Lack of phase shift is one criteria I know helps a lot- for clarity, texture/timbre, subtle dynamic contrasts and sharp imaging. But none of those comes through unless three things are present:
- the drivers have suspensions designed for high compliance at micro-amounts of stroke.
- the crossover parts, primarily capacitors, can pass very faint signals (most caps cannot).
- a very quiet cabinet on the inside.
We can rule out (as first-order causes) the linearity of the magnetic fields around the voice coils- there is no voice-coil stroke occurring.
We can rule out voice-coil venting and high-temperature voice-coil construction- as there's no stroke to create any air pressure to be vented, and little power input to have thermal changes in the voice coil.
We can rule out "extreme" cabinet rigidity, because of the low levels of energy input.
We can rule out cone rigidity, for the same reason.
We can rule out the way the enclosure is tuned (ported/sealed/T-line) as those become non-linear with INCREASES in SPL, if they are going to mis-behave.
Of course, I'm sure you know a lot of gear isn't that great at soft levels (especially interconnects- which is why I recommend the Audio Magic Sorcerer cables before any component upgrade). In fact, I know of some amplifiers which have a decidedly "off-on" type of sound that actually gives speakers with poor low-level response more "jump". Of course, an amplifier which does have excellent low-level response is termed "laid back" when auditioned/reviewed with those speakers- too suave and graceful and subtle for those speakers.
To the others- thank you for your kind compliments.
Best,
Roy
- the drivers have suspensions designed for high compliance at micro-amounts of stroke.
- the crossover parts, primarily capacitors, can pass very faint signals (most caps cannot).
- a very quiet cabinet on the inside.
We can rule out (as first-order causes) the linearity of the magnetic fields around the voice coils- there is no voice-coil stroke occurring.
We can rule out voice-coil venting and high-temperature voice-coil construction- as there's no stroke to create any air pressure to be vented, and little power input to have thermal changes in the voice coil.
We can rule out "extreme" cabinet rigidity, because of the low levels of energy input.
We can rule out cone rigidity, for the same reason.
We can rule out the way the enclosure is tuned (ported/sealed/T-line) as those become non-linear with INCREASES in SPL, if they are going to mis-behave.
Of course, I'm sure you know a lot of gear isn't that great at soft levels (especially interconnects- which is why I recommend the Audio Magic Sorcerer cables before any component upgrade). In fact, I know of some amplifiers which have a decidedly "off-on" type of sound that actually gives speakers with poor low-level response more "jump". Of course, an amplifier which does have excellent low-level response is termed "laid back" when auditioned/reviewed with those speakers- too suave and graceful and subtle for those speakers.
To the others- thank you for your kind compliments.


→ DESCRIPTION OF THE TASK
Wherever a line of the listing holds the string "chloroplast", copy that line.

___ RECORD EXTRACTS

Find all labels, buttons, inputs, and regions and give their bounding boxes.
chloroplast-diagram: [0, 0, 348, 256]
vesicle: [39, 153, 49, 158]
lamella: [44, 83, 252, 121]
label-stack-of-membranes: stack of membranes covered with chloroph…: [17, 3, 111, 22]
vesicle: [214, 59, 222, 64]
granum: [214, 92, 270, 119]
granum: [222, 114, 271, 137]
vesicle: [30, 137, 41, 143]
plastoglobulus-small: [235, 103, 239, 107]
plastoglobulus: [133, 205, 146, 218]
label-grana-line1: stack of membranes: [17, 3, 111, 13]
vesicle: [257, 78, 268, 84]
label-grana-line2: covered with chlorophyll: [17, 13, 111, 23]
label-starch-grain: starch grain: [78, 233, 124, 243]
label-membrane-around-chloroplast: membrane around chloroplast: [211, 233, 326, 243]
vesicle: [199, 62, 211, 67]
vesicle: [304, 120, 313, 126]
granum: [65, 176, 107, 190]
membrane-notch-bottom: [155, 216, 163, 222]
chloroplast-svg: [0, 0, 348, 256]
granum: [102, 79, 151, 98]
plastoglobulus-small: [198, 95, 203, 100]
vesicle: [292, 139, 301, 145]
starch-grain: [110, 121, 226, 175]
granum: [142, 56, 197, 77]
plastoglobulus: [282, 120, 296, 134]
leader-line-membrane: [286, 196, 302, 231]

______

→ ANSWER FOR THIS EXERCISE
chloroplast-diagram: [0, 0, 348, 256]
label-membrane-around-chloroplast: membrane around chloroplast: [211, 233, 326, 243]
chloroplast-svg: [0, 0, 348, 256]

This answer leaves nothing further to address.